And so it begins
I was woken up by a relative phoning and reporting a bootloop after the update this morning.
Microsoft fixed 98 security flaws in its first Patch Tuesday of 2023 including one that's already been exploited and another listed as publicly known. Of the new January vulnerabilities, 11 are rated critical because they lead to remote code execution. The bug that's under exploit, tracked as CVE-2023-21674, is an advanced …
Details after the fix.
This was one of those tiny Lenovo boxes, with an NVME drive internally, and an old Win7 HDD in a USB case - it appears that the old drive confused Win Update; and also screwed all recovery attempts from my Win10 recovery thumbdrive.
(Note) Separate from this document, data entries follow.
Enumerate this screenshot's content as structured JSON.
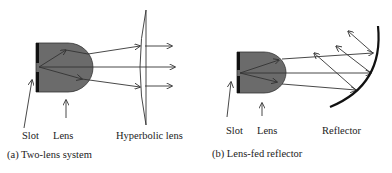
{
  "colors": {
    "lens_fill": "#6b6b6b",
    "lens_stroke": "#333333",
    "slot": "#111111",
    "ray": "#333333",
    "reflector": "#111111",
    "text": "#222222"
  },
  "panel_a": {
    "labels": {
      "slot": "Slot",
      "lens": "Lens",
      "hyperbolic_lens": "Hyperbolic lens"
    },
    "caption": "(a) Two-lens system"
  },
  "panel_b": {
    "labels": {
      "slot": "Slot",
      "lens": "Lens",
      "reflector": "Reflector"
    },
    "caption": "(b) Lens-fed reflector"
  }
}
I was faced with options to repair Win7 or Win Vista, despite the recovery tool clearly saying it was Win10 and the NVME drive; ditto all restore or back-up options.
After unplugging the external drive and rebooting, the repair options started working correctly and Win10 options replaced Win7/Vista; so I could roll back a few days and reinstall the updates with no issues.
I hope this helps anyone else facing issues today.
Somewhere along the way the line between drives got fuzzy, and it stopped trying to make sane guesses on things.
Not realizing there was more than one valid recovery partition or stopping looking after it "found" the first one is a fine example. Another is how Win10 will happily spray the system partitions across multiple disks, instead of keeping them together or asking. Another is is insistence of creating hidden volumes at the end of a disk, which is fun when you are using virtual storage and can expand the volume with a few mouse clicks, but can't enlarge it in windows because the disk management tools are from the 1990's still.
So yeah, when in doubt, disconnect everything but the boot volume and try again, and don't try to install on a setup windows will see as more than one dive volume if you don't feel like manually fixing it at either the command line or setup screens during the install.
My nephews have an old Win98 PC (I built it for their dad back in 1999) that runs a plasma cutter; works like a champ. I worked on it a couple of years ago and all it needed was a new CMOS battery. I would have upgraded them, but the plasma cutter requires a certain version of the software, which will only run under Win98.
It's not connected to the internet, so that may be part of it. It's also quite amazing how fast the PC boots into Windows on that old hardware.
CVE-2023-21743 interests me as Teams is basically SharePoint with knobs on. I've always said that using the SDK showed me the security in Teams is about as good as Swiss cheese, so let's see who's been compromised by this one and what interesting things are going to leak out (assuming it's actually been exploited, that is)
Anon because, y´know, stuff
Steps 1 & 2 are automated here, step 3 is autopilot.
Addendum based on November patches:
4. Wake up and find lots and lots of things broken and people screaming. Marvel that no-one invoked on-call.
5. Spend the next week with Microsoft trying to fix everything.
Android had 50 flaws that needed patching. I assume this does not include all the unsupported versions of Android still out there on half the 5 bazillion Android devices, also may take a while for you OEM/Vendor to release said patches, creating a small window of opportunity.
Adobe has just 6 or 7 apps and still managed 29 flaws patched.
Makes MS's 96 across it's OS and much larger range of applications seem quite reasonable.
I'm just a bit younger, but switched to a Mac as my main machine a few years after I retired (Possibly because I used some obscure BSDs in the 70s/80s?).
Occasionally I use Parallels VMs on an iMac to run Windows XP (not networked!) and Windows 11 - A Raspberry Pi 4B to play with; and sometimes, for nostalgia, an original Pi. If I ever upgrade the iMac to Silicon, my life will get simpler as Parallels and Windows won't be included.